According to the witness Werner Parrots (producer, CDU politician and former mayor of Heidenheim), who was found dead in Lake Constance in 1974, the CDU is to finance the related to the HS-30 purchase 50 million DM election campaign in 1957 have answered : “On the German side, the tank business was only a means of illegal party financing. What was then delivered was secondary. ”Plappert had already informed the German ambassador to Switzerland early on, who in turn had written to Konrad Adenauer . Plappert handed over his documents to Reinhard Gehlen , President of the Federal Intelligence Service ; the latter filed them with the note "done".

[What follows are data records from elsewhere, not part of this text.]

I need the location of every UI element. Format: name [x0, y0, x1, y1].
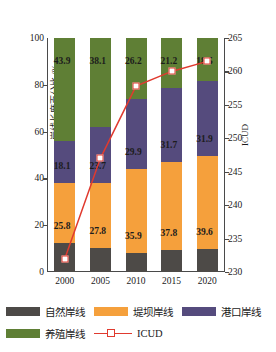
x-tick-label: 2005: [80, 276, 120, 286]
icud-marker-layer: [47, 38, 225, 272]
secondary-y-tick-mark: [225, 71, 229, 72]
legend-row-secondary: 养殖岸线ICUD: [6, 322, 270, 344]
secondary-y-tick-mark: [225, 172, 229, 173]
secondary-y-tick-mark: [225, 272, 229, 273]
y-tick-mark: [43, 225, 47, 226]
icud-data-marker[interactable]: [97, 155, 104, 162]
secondary-y-tick-mark: [225, 239, 229, 240]
secondary-y-axis-ticks: 265260255250245240235230: [228, 38, 274, 272]
x-tick-label: 2010: [116, 276, 156, 286]
chart-legend: 自然岸线堤坝岸线港口岸线 养殖岸线ICUD: [6, 300, 270, 344]
legend-label: 养殖岸线: [45, 326, 85, 341]
icud-data-marker[interactable]: [168, 68, 175, 75]
legend-item[interactable]: 堤坝岸线: [94, 304, 173, 319]
y-tick-label: 100: [17, 33, 44, 43]
legend-label: ICUD: [137, 328, 163, 339]
y-tick-mark: [43, 132, 47, 133]
icud-data-marker[interactable]: [133, 83, 140, 90]
legend-label: 自然岸线: [45, 304, 85, 319]
y-tick-mark: [43, 85, 47, 86]
y-tick-label: 20: [17, 220, 44, 230]
legend-color-swatch: [6, 329, 40, 338]
icud-data-marker[interactable]: [61, 255, 68, 262]
secondary-y-tick-mark: [225, 138, 229, 139]
y-tick-label: 0: [17, 267, 44, 277]
x-tick-label: 2000: [45, 276, 85, 286]
secondary-y-tick-label: 245: [228, 167, 274, 177]
secondary-y-tick-label: 240: [228, 200, 274, 210]
legend-item[interactable]: 自然岸线: [6, 304, 85, 319]
secondary-y-tick-label: 255: [228, 100, 274, 110]
secondary-y-tick-label: 265: [228, 33, 274, 43]
secondary-y-tick-mark: [225, 38, 229, 39]
stacked-bar-chart: 岸线长度百分比 /% ICUD 100806040200 26526025525…: [0, 0, 276, 352]
legend-label: 港口岸线: [221, 304, 261, 319]
legend-item[interactable]: 港口岸线: [182, 304, 261, 319]
legend-row-primary: 自然岸线堤坝岸线港口岸线: [6, 300, 270, 322]
x-tick-label: 2020: [187, 276, 227, 286]
y-tick-mark: [43, 178, 47, 179]
x-tick-label: 2015: [152, 276, 192, 286]
secondary-y-tick-mark: [225, 105, 229, 106]
legend-line-marker-icon: [94, 328, 132, 339]
secondary-y-tick-label: 260: [228, 66, 274, 76]
y-tick-label: 60: [17, 127, 44, 137]
secondary-y-tick-label: 250: [228, 133, 274, 143]
icud-data-marker[interactable]: [204, 58, 211, 65]
secondary-y-tick-label: 235: [228, 234, 274, 244]
legend-color-swatch: [6, 307, 40, 316]
legend-color-swatch: [94, 307, 128, 316]
legend-color-swatch: [182, 307, 216, 316]
legend-label: 堤坝岸线: [133, 304, 173, 319]
legend-item[interactable]: 养殖岸线: [6, 326, 85, 341]
secondary-y-tick-mark: [225, 205, 229, 206]
secondary-y-tick-label: 230: [228, 267, 274, 277]
legend-item[interactable]: ICUD: [94, 328, 163, 339]
y-axis-ticks: 100806040200: [14, 38, 44, 272]
x-axis-ticks: 20002005201020152020: [47, 276, 225, 292]
y-tick-label: 40: [17, 173, 44, 183]
y-tick-label: 80: [17, 80, 44, 90]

In 1970 the sole owner Louis Birkigt dissolved the Swiss group - 1200 employees, annual sales 100 million Swiss francs .

Documentation

literature

Individual evidence

  1. Georg Hodel: The “Octagon” conspiracy in Concrete Issue 3/2000
  2. a b Rudolf Augstein : HS 30 - or how to ruin a state . In: Der Spiegel . No. 44 , 1966, pp. 8-24 ( Online - Oct. 24, 1966 ).
  3. The amount was determined using the template: inflation .
  4. HS 30: The Unfinished . In: Der Spiegel . No. 47 , 1967, p. 60-82 ( Online - Nov. 13, 1967 , cover story).
  5. Powder shot . In: Der Spiegel . No. 42 , 1970, pp. 167 ( Online - Oct. 12, 1970 ).